Retyped exactly and without pictures, the lines from the one with "At what (x,y)" through the end of the listing must form the entire answer.
---*---
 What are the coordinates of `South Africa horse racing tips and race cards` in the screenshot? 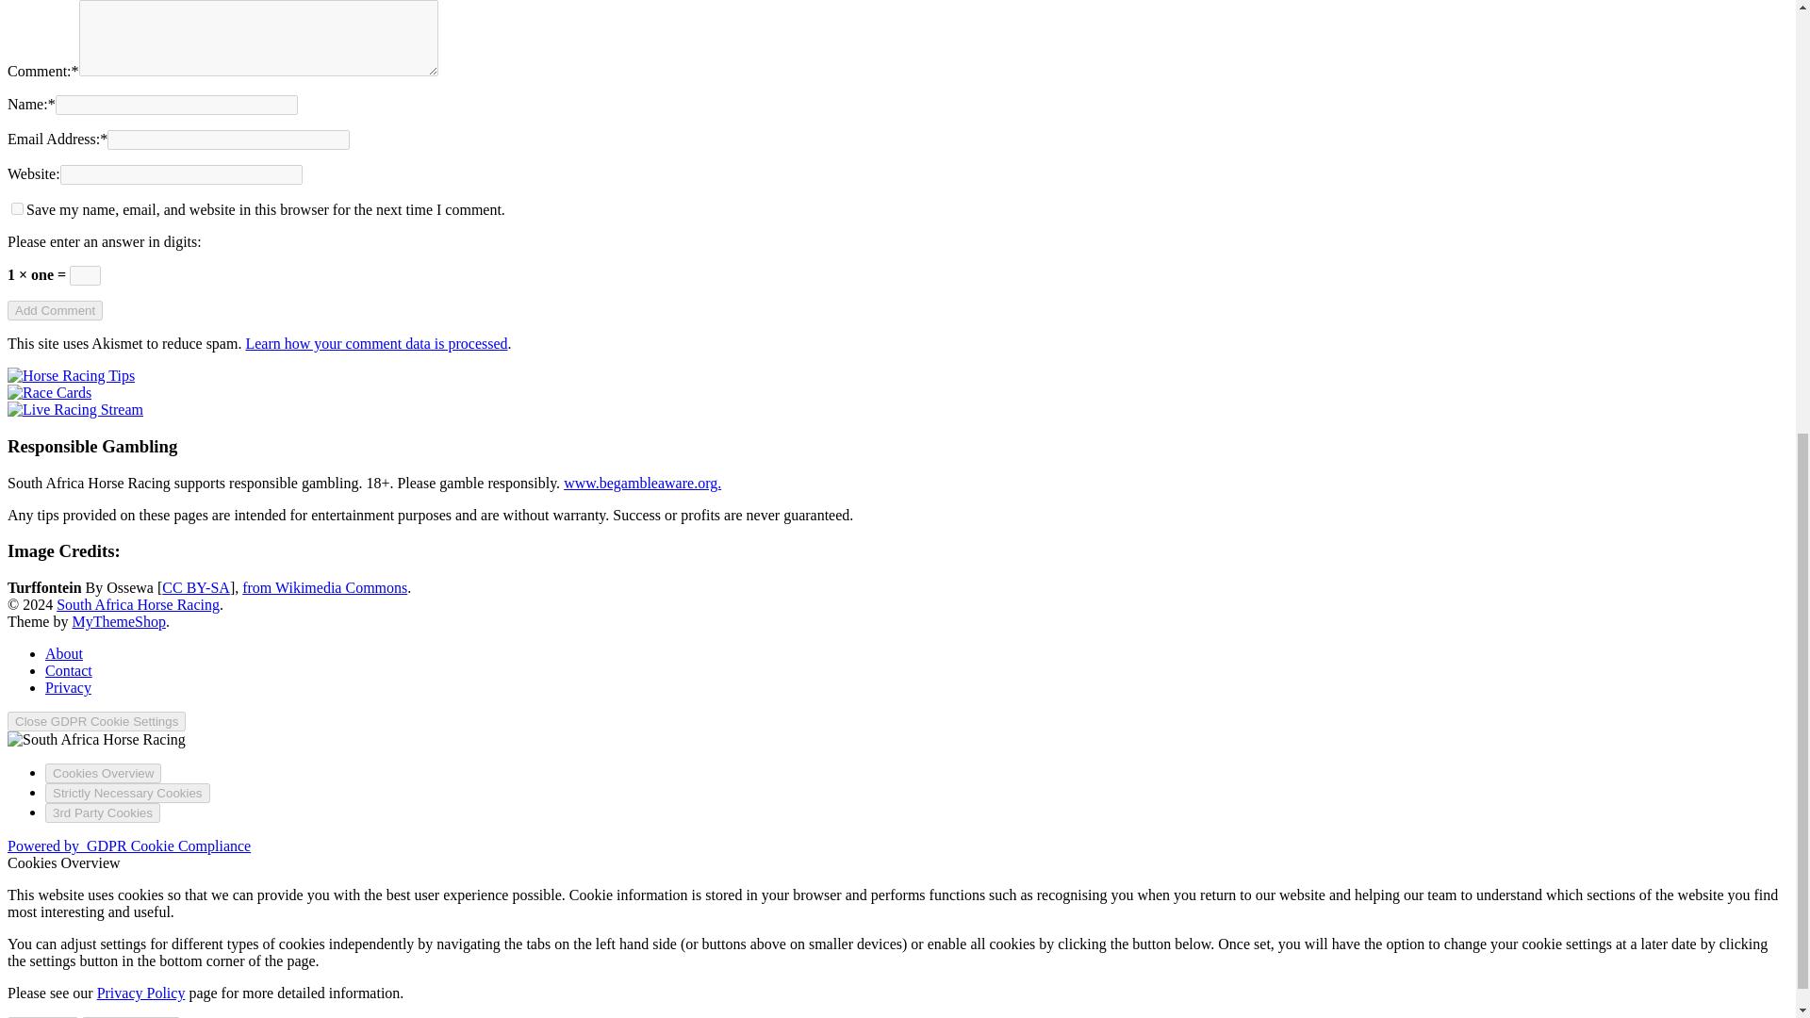 It's located at (138, 604).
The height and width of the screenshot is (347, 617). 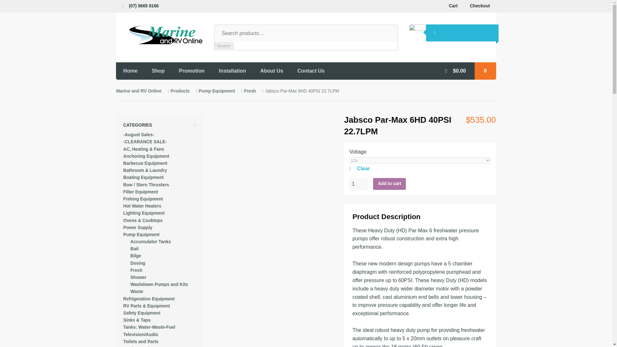 I want to click on Fresh, so click(x=250, y=91).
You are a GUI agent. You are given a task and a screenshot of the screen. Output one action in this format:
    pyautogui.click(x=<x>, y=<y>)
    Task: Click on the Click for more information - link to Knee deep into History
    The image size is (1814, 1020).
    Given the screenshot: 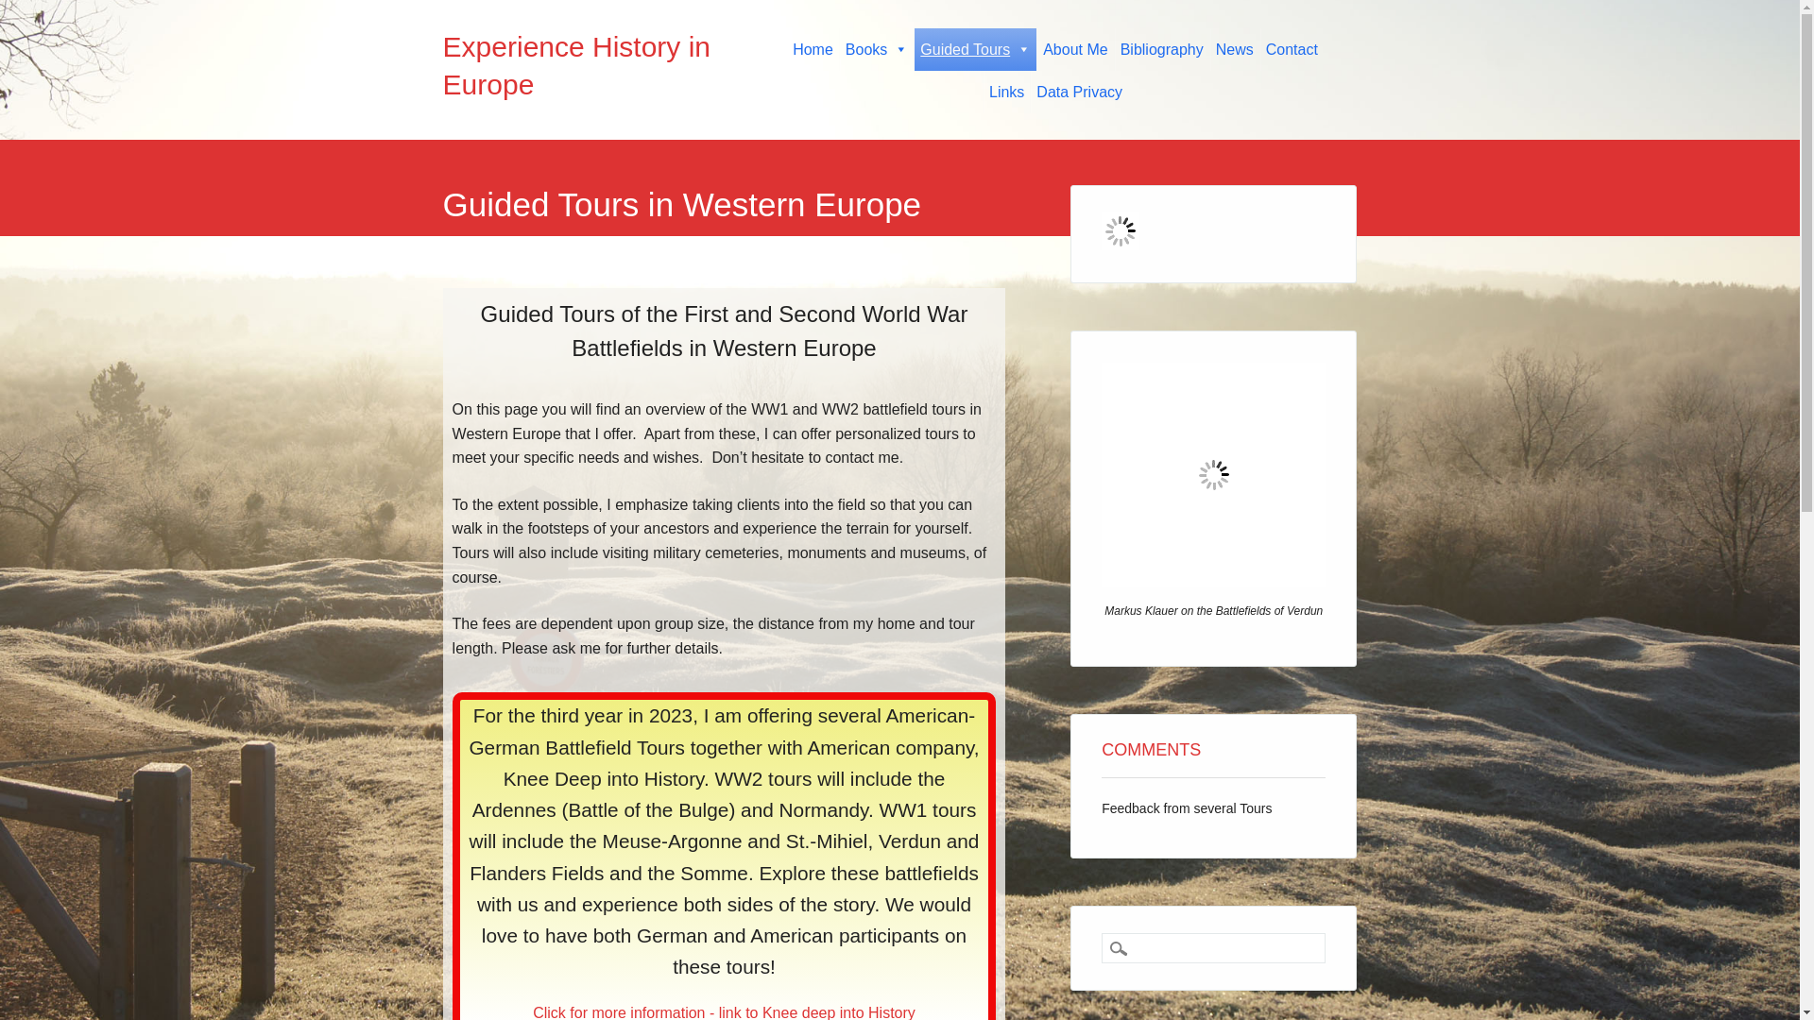 What is the action you would take?
    pyautogui.click(x=724, y=1011)
    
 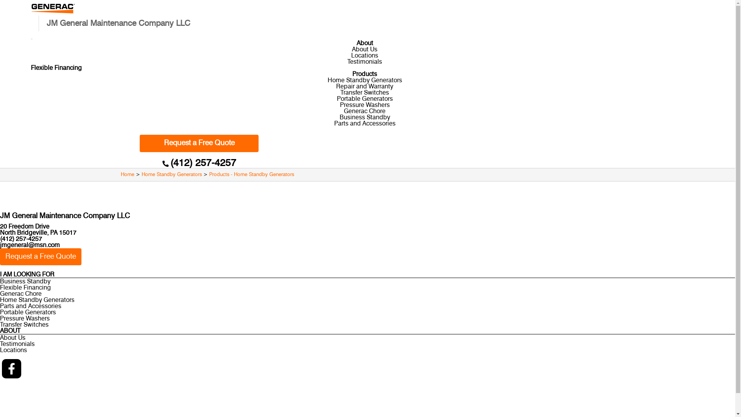 I want to click on Portable Generators, so click(x=364, y=99).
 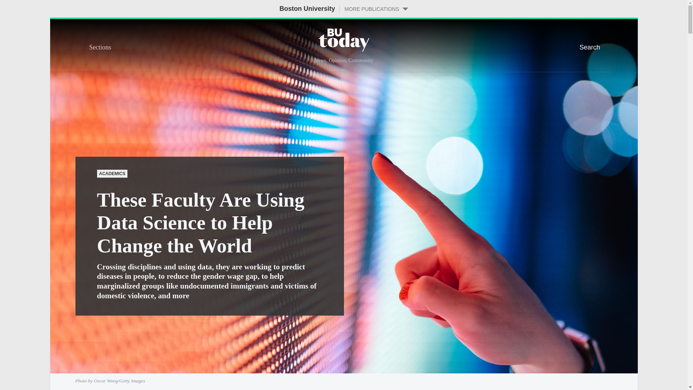 What do you see at coordinates (595, 46) in the screenshot?
I see `Search` at bounding box center [595, 46].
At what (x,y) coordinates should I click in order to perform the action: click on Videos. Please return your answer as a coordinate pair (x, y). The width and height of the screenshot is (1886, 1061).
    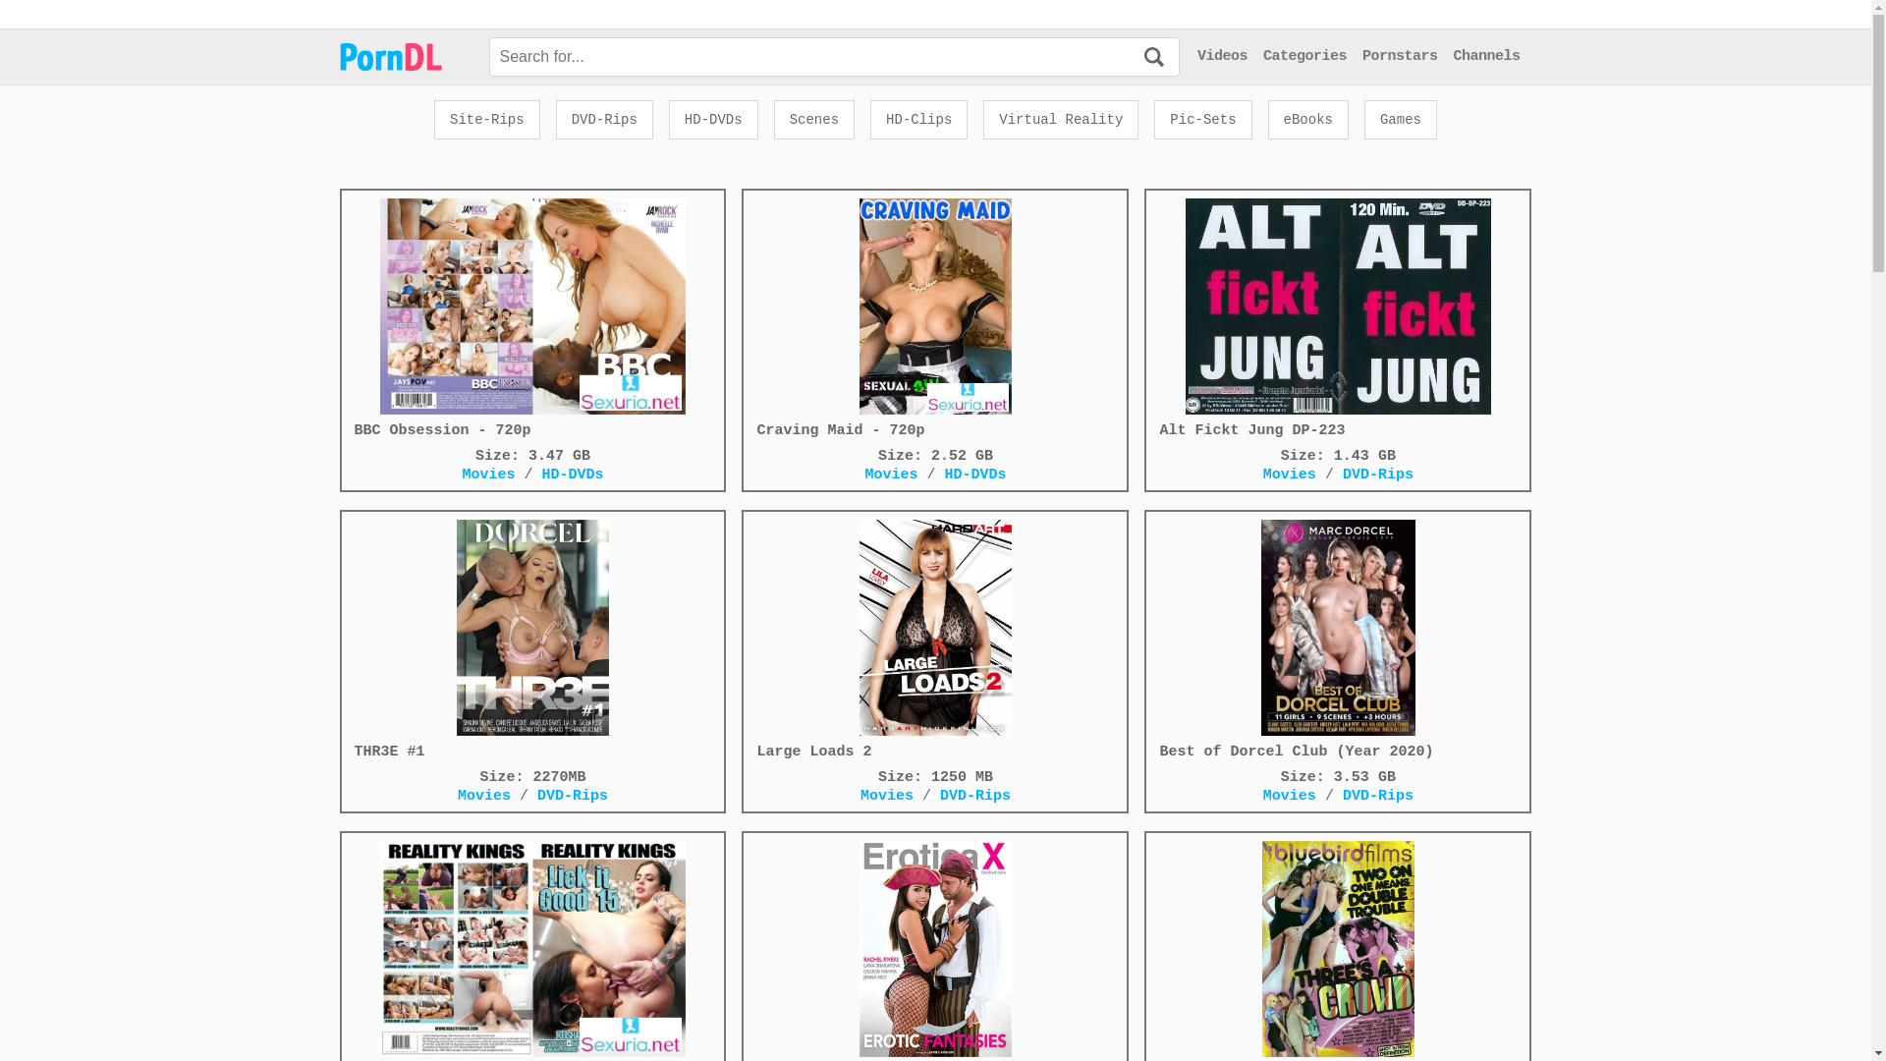
    Looking at the image, I should click on (1222, 57).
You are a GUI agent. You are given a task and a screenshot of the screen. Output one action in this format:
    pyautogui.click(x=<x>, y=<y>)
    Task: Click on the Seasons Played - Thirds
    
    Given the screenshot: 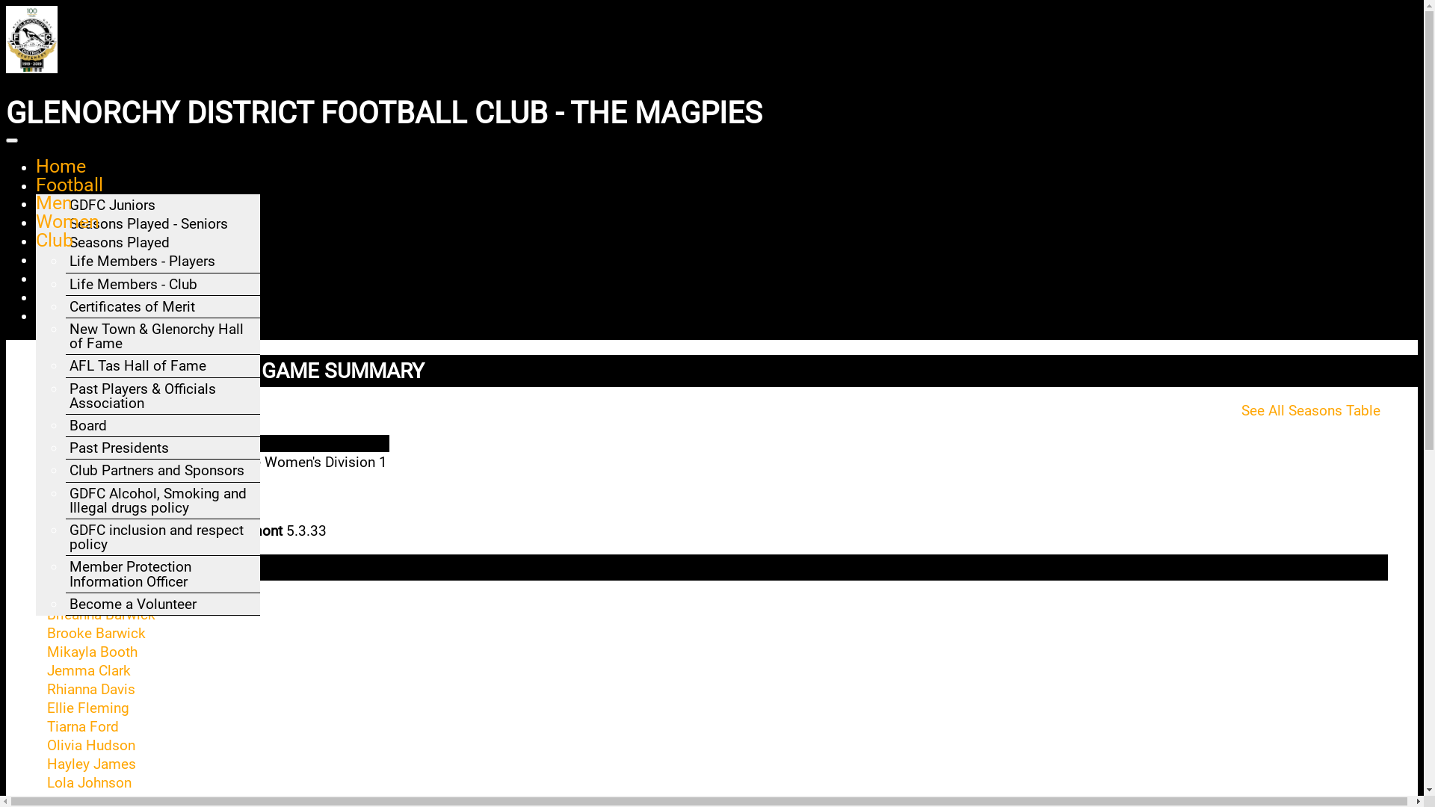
---*---
● **YOUR RESPONSE**
At what (x,y) coordinates should I click in order to perform the action: click on Videos. Please return your answer as a coordinate pair (x, y). The width and height of the screenshot is (1886, 1061).
    Looking at the image, I should click on (1222, 57).
You are a GUI agent. You are given a task and a screenshot of the screen. Output one action in this format:
    pyautogui.click(x=<x>, y=<y>)
    Task: Click on the Seasons Played - Thirds
    
    Given the screenshot: 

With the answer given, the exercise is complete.